Your assignment: Output all the data exactly. Pictures do not belong in the copy.

Records supplied:
+---+

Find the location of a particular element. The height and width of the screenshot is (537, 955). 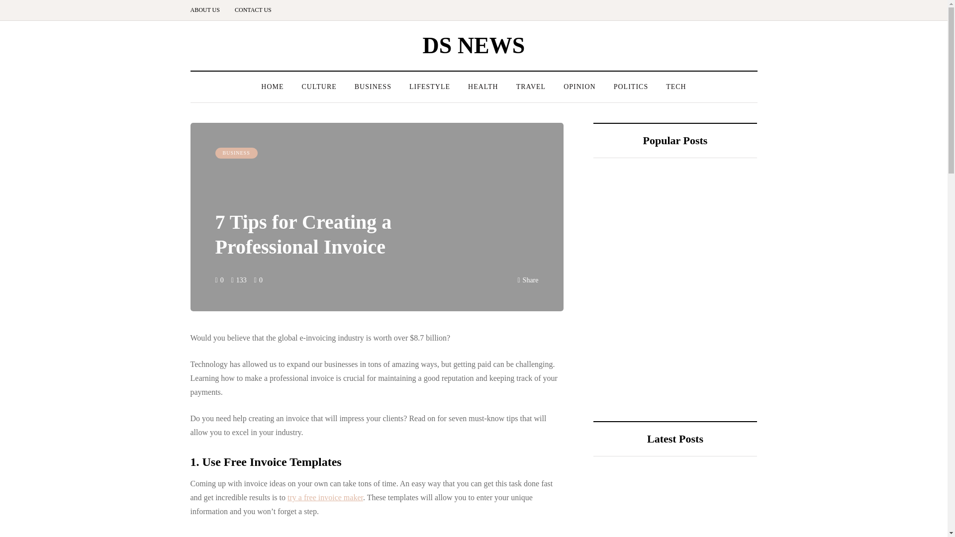

BUSINESS is located at coordinates (373, 87).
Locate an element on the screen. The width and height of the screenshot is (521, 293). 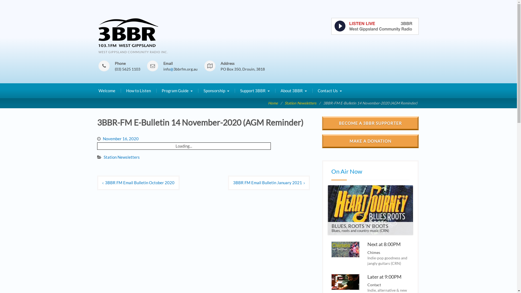
Welcome is located at coordinates (107, 91).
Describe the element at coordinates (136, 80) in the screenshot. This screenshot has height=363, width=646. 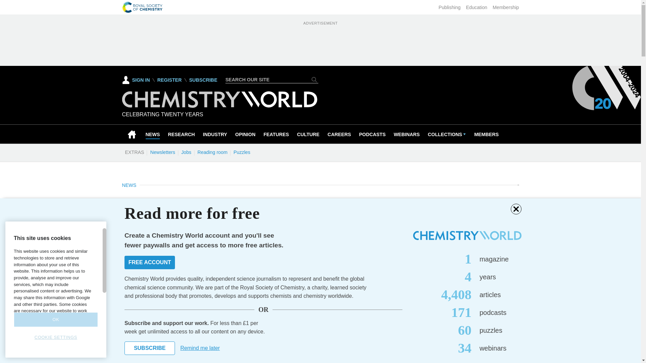
I see `SIGN IN` at that location.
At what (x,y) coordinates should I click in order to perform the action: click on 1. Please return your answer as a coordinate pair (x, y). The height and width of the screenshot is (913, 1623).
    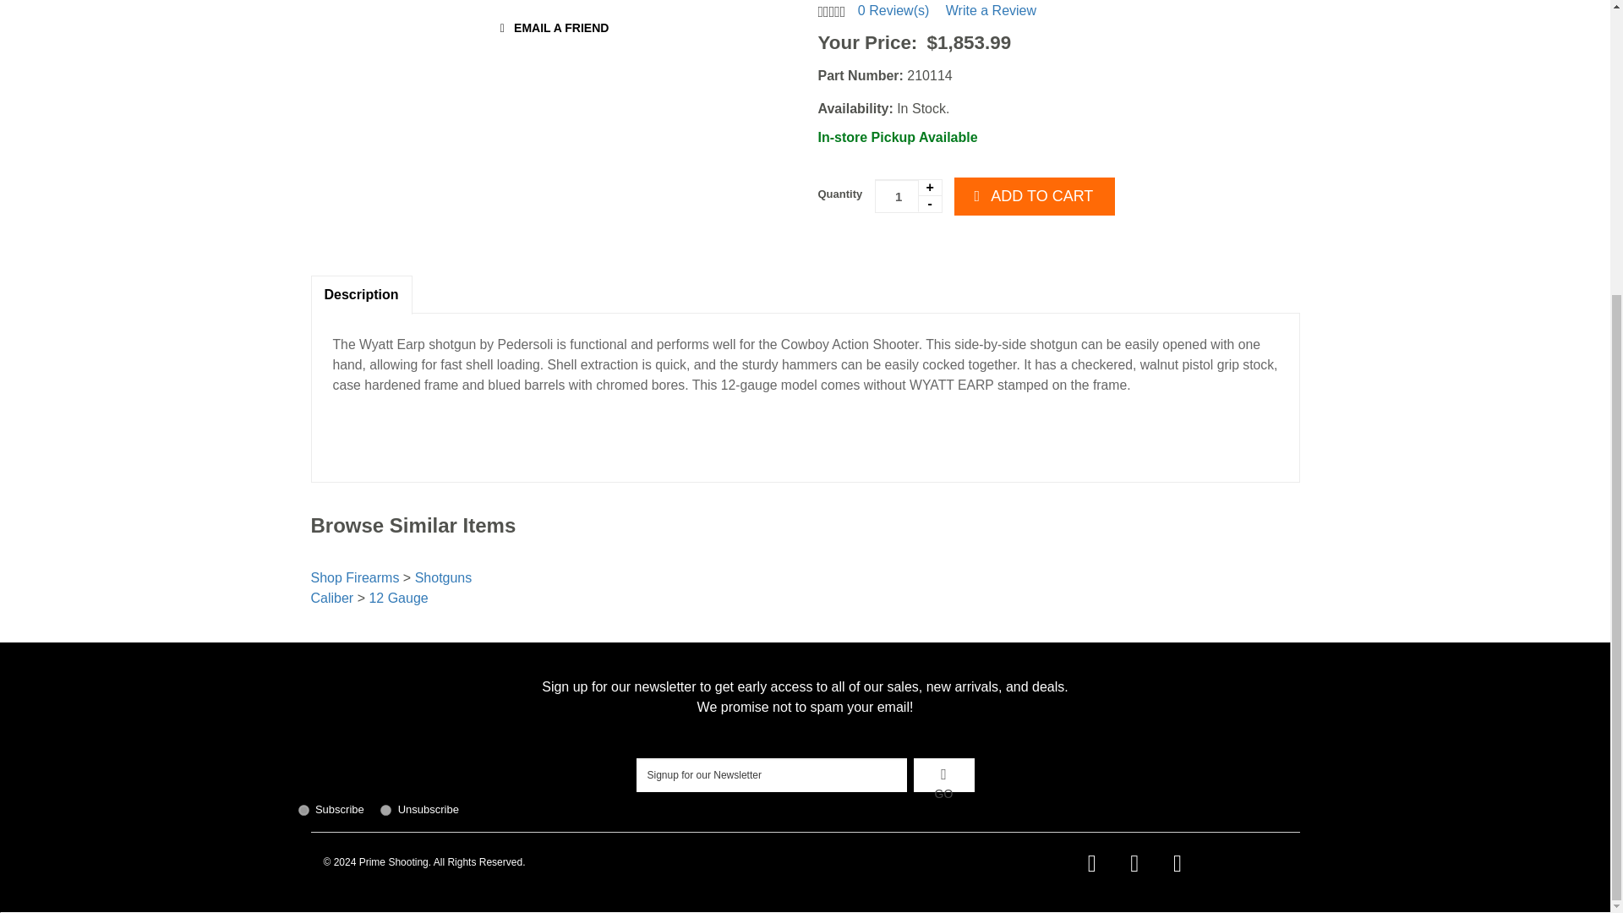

+---+

Answer space:
Find the location of a particular element. The height and width of the screenshot is (537, 955). 

BUSINESS is located at coordinates (373, 87).
Locate an element on the screen. The width and height of the screenshot is (521, 293). 
Welcome is located at coordinates (107, 91).
Describe the element at coordinates (136, 80) in the screenshot. This screenshot has height=363, width=646. 
I see `SIGN IN` at that location.
At what (x,y) coordinates should I click in order to perform the action: click on 1. Please return your answer as a coordinate pair (x, y). The height and width of the screenshot is (913, 1623).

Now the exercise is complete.